Arsenal's Title Chase: Rice Urged to Shift to Right-Back
Arsenal are three wins from immortality, the Premier League and Champions League trophies suddenly within touching distance. Yet as the stakes rise, one of Mikel Arteta’s most influential players is being told he may have to step away from centre stage.
Declan Rice, the heartbeat of this Arsenal side, is being urged to move to right-back for the run-in.
Rice, the midfield general, told to step aside
The debate stems from that fraught, controversial 1-0 win at West Ham. When Ben White limped off with an MCL injury, Arteta shuffled Rice out to right-back in the first half. The reshuffle didn’t last. Arsenal began to lose control in midfield, and Rice was quickly restored to his natural territory in the centre of the pitch.
Now White is out for the rest of the season. Jurrien Timber’s fitness remains a concern.
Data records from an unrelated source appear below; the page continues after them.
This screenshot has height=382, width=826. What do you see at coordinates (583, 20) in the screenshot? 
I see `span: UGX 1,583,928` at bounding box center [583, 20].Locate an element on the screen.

The calendar is brutal: two league games to try to secure a first Premier League title since 2004, then Paris Saint-Germain in a Champions League final on May 30 that could define a generation.
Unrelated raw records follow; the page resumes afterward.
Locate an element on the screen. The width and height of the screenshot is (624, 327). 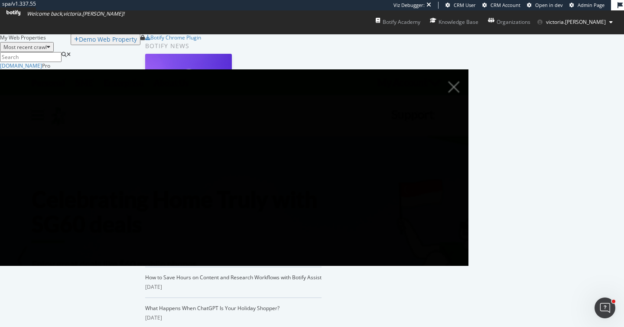
div: Botify Chrome Plugin is located at coordinates (175, 37).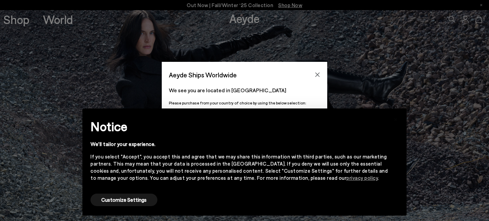  Describe the element at coordinates (239, 144) in the screenshot. I see `div: We'll tailor your experience.` at that location.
At precisely this moment, Paul Scholes believes Rice should be the one to compromise.
On The Good, The Bad and The Football podcast, the Manchester United great made his case bluntly: “Declan Rice looks like he would suit playing at right-back to me. He can play there. He’s not a big creator anyway.”
It was both a tactical suggestion and a pointed critique. Rice, a £100m-plus midfielder who has driven Arsenal’s title charge with his power, composure and big-game temperament, reduced in Scholes’ eyes to a defensive workhorse who can be shifted wide without losing much in the final third.
Nicky Butt, Scholes’ co-host and another United stalwart, drew the comparison with Roy Keane’s versatility. “Roy Keane played right-back for two-thirds of a season,” Butt said. Scholes didn’t hesitate: “He played there loads and was brilliant.”
The implication is clear. If Keane could do it for the good of the team, Rice should too.
Arteta does have an alternative. Cristhian Mosquera is a more natural defender and can operate on the right. Yet with the season on a knife-edge, the temptation to trust Rice’s athleticism, recovery pace and defensive instincts in that channel will be strong.
The trade-off is obvious. Shift Rice to right-back and you potentially lose the dominance he brings in the middle, the very platform on which Arsenal have built their title push. Keep him in midfield and you risk a makeshift solution in a key defensive slot against opponents who will target any weakness.
Arsenal’s season might hinge on where their manager decides his most reliable lieutenant can do the least damage and the most good.
Quiet goodbye as Kiwior move confirmed
While the noise around Rice grows, Arsenal have quietly ticked off their first piece of summer business.
Jakub Kiwior’s exit to Porto has been confirmed as a permanent transfer. The Polish defender joined the Portuguese club on a season-long loan last year with an option to buy, and Porto moved last week to trigger that clause.
The deal is worth £14 million, potentially rising to £19m, and ties Kiwior to Porto on a four-year contract. Arsenal chose not to trumpet the sale with a big announcement. Instead, it slipped into their weekly loan round-up.
“Jakub Kiwior’s move to Porto has now become permanent following the Dragaos’ Liga Portugal title triumph last weekend,” the club noted. The 24-year-old was an unused substitute in Porto’s 3-1 defeat at AFS, a game in which the newly crowned champions rotated heavily.
For Arsenal, it is a neat, almost understated piece of business at a time when every headline is dominated by the chase for silverware. One defender out, questions over another’s role intensifying, and a season that could end in a double or in heartbreak.
Burnley at home on Monday is next. Then one more league fixture. Then PSG in Budapest.
Somewhere in that stretch, Arteta must decide: does he keep his midfield general where he is most feared, or does Declan Rice spend the defining weeks of Arsenal’s modern history patrolling the touchline instead of the centre circle?